Does it feel a bit like your outcast child that is attached to the ISS and floating around in space?
He laughs. “No, not really. I did not make the robot. I only worked on the human-machine interfaces that made the arm easy to control for astronauts. It does feel strange to talk about it 25 years later though. It is a strange story. When I earned my doctorate, the arm was in a big hall at Fokker Space & Systems in Leiden. It was almost ready to be launched but that only happened in 2021. In the intervening period they used it in a lot of simulations so when the robot was finally launched last year, I followed it with much interest. It is a pity that the arm is apparently not doing the job for which it was made.”

What was your dissertation about?
“My project was about the fact that the arm had to be controlled using camera images. While these are flat images, the arm needed to be positioned in space to grab and move things. At the time, the plan was also to control the robot arm from earth. Given the great distance, you also had to deal with a couple of seconds delay. I graduated, and later earned my PhD, on a technique that extracts spatial information from flat camera images and that compensates for the time delay. The information is then displayed in graphics to the astronaut who controls the arm. It was very interesting research and I got through it well. I developed one of the first real spatial graphic displays in the world. It allowed us to control the arm a lot better – and with fewer collisions – than was possible with the displays at the time.”

How did you approach the subject?
“I wanted to animate part of the space station.

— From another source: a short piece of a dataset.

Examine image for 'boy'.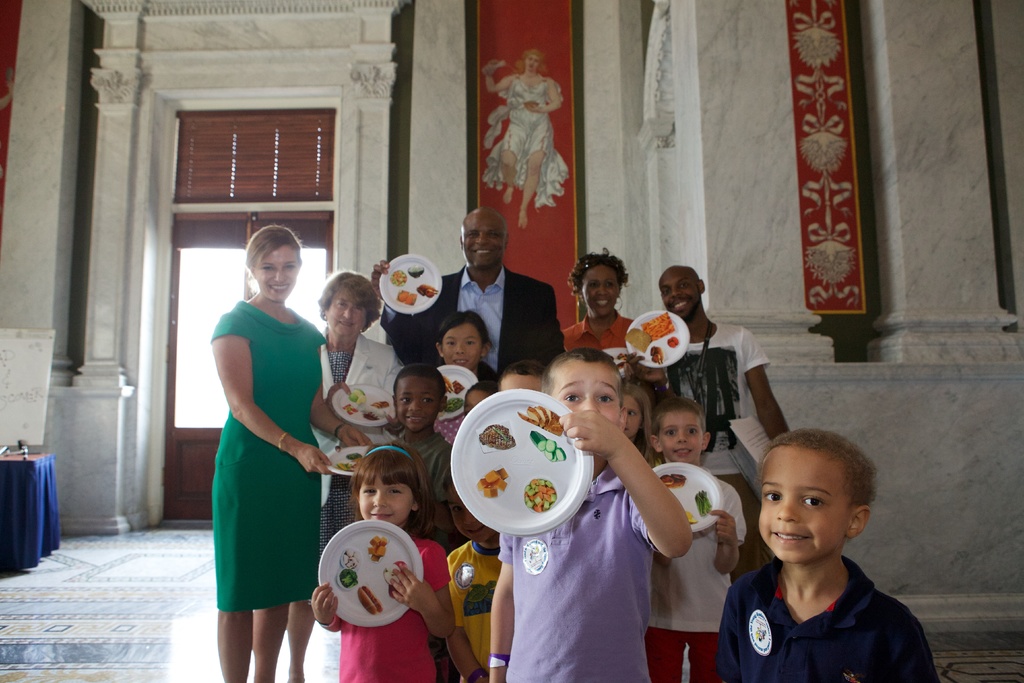
Examination result: bbox=[435, 468, 504, 682].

It had to look very realistic. In that digital world you had to be able to control the robot in real time using a special joystick called a spaceball controller. That was quite tricky at the time. Computer graphics were still in their infancy. I worked with an advanced computer made by the Silicon Graphics company. It does not exist anymore, but at the time their computers had the most advanced graphics in the world. The company animated an impressive scene in the first Jurassic Park film, the famous scene in which hordes of ostrich-like dinosaurs run through a field.

“I bought a graphic computer like that for my research. It was horribly expensive – almost all my doctoral research budget went on it. I had to make sure that it worked properly straightaway. I was ultimately able to simulate and animate the entire dynamics of the robot with its flexible arms, with 23 degrees of freedom, all the relevant regulations, including an accurate friction model and a spatial graphic display showing the robot and the space station. And all that in real time.”

Is that control system used by ESA?
“No, I don’t think so.”

Is that not a bitter pill to swallow?
“It’s all right. I was able to use the knowledge that I acquired later on in my work in the medical world.”

Why did you say farewell to the space sector?
“In 1997 I was offered the opportunity to work on medical technical research. The problem definitions are similar. If you insert an endoscope into a stomach, you also need to be able to manoeuvre it using camera images. You have similar depth observation issues and eye-hand coordination issues. So really it’s exactly the same except that it does not play out far away in the external world of the cosmos, but in the internal world of the patient. I found that appealing. The space industry was too conservative for me, and this is exemplified by the fact that the robot arm was only launched after 25 years. Every country has to have its say and have a share in the research. This makes many space projects inefficient.

Having said that, there are, of course, many interesting facets to the robot. For instance, apart from the control aspect, the joints need to be oiled. The cogs cannot be oiled with standard oil as oil immediately evaporates in a vacuum. They had to come up with something for this. It certainly is something special.”